After losing Facebook access we pushed on and obtained exclusive footage with an activist Syrian doctor in exile who told his story about being surveilled online by the Assad regime during the civil war. He was detained, jailed, tortured... and finally escaped.
Magnolia Pictures and BBC, the financiers and distributors that put up the full budget, decided to pull the plug.
The film went dormant.
Until the Assad regime was overthrown a year ago.
I spoke to the Syrian doctor who was thinking of returning to the country. At the same time Jon Lee filed two compelling stories from Damascus for The New Yorker.
I had always been a big fan of his reporting. He just might be interested in my unfinished film. I wanted to find him.
Jon Lee is not on social media, period. Contact information, non-existent. Not surprising for a war correspondent who writes from conflict zones.
I found a website for a journalism conference he attended, and wrote the director asking him to forward my introductory email. Three weeks later I got this reply from Jon Lee:
“Hello Charlie: How can I be of help?”
We spoke a couple of times, met in person in New York, and decided to work together. Discord Democracy is the film we decided to make together.

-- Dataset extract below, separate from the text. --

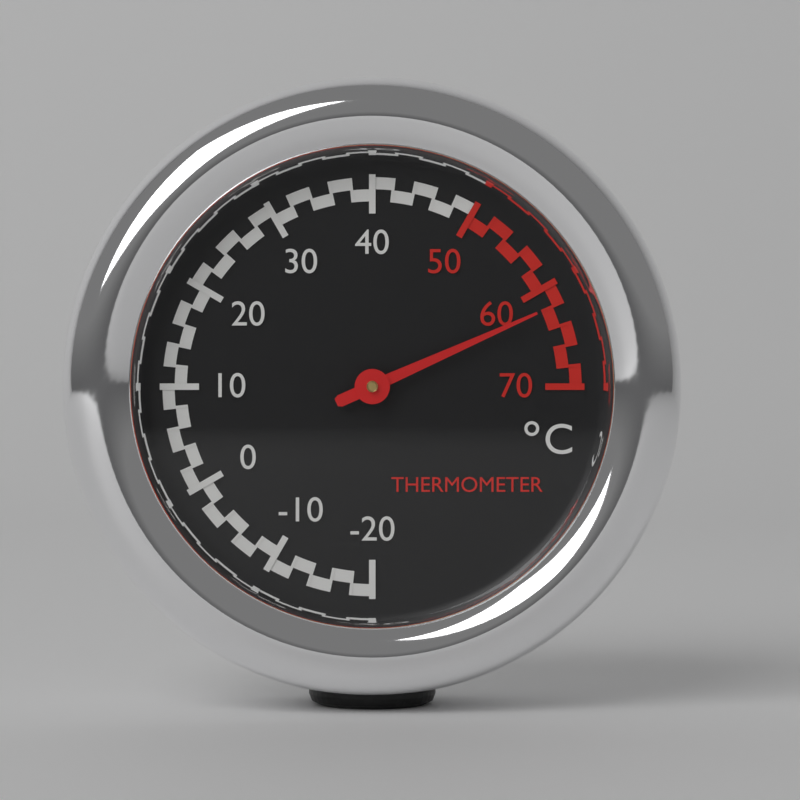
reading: 62 °C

Against all odds, connecting with Jon Lee through a third-party cold contact leads me back to the idea of the documentary sensibility.
Being a documentary filmmaker means embracing risk and the unknown, fueled by creative optimism that things can work out in the end if you trust your instincts, embrace the unfamiliar, and put yourself out there so you can get lucky.
It's a way of moving through the world, and why I love what I do.
Filmmaker Nick Broomfield is an inspiration and mentor who early-on showed me that sensibility because he lived it.